I started my journey in the field with Dr Paul-André Melliès (CNRS), my primary PhD supervisor. My secondary supervisor was Dr Olivier Serre (CNRS).
Functional programs are such that a function can take another function as input. This creates significant challenges when it comes to their mathematical analysis. We have revisited and enhanced existing proofs and techniques for the analysis of functional programs, bringing them to fully structured algebraic frameworks (extensions of models of linear logic).
This led us to the first fully compositional verification approach for that problem: via our contribution, checking that a functional program is bug-exempt can be performed component by component, then obtaining the global result by simple composition mechanisms.

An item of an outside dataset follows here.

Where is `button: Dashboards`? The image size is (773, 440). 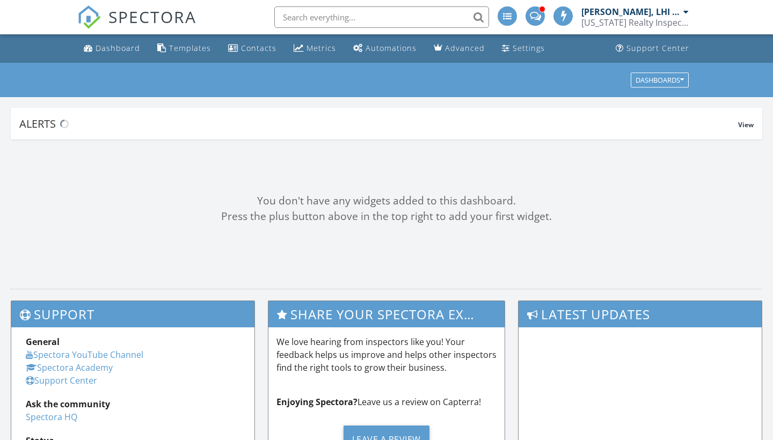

That first significant experience in research has convinced me of the importance of compositionality for modeling and analysing systems: from the analysis of their sub-components, compute efficiently the behaviour of the whole.
Publications: ITRS 2014, FoSSaCS 2015, CSL 2015, MFCS 2015 + my PhD thesis.
Further refinements in the field, at the light of linear logic and related typing disciplines, were explored with Prof Andrzej Murawski (Oxford) and Dr Pierre Clairambault (CNRS).
Publication: POPL 2018.
More technically. During my postdoc with Prof Ugo Dal Lago (Bologna), we designed a type system that ensures that a probabilistic functional program that is typeable will terminate with probability 1.
In other words, the problem might not terminate in some cases, but the set of non-terminating executions must have measure 0: non-termination is improbable, not impossible.
Publications: ESOP 2017, ACM TOPLAS 2019.
We then teamed with Prof Naoki Kobayashi (Tokyo) to investigate further questions of probablistic termination for functional programs, extended with probabilistic choice, in a framework derived from higher-order recursion schemes.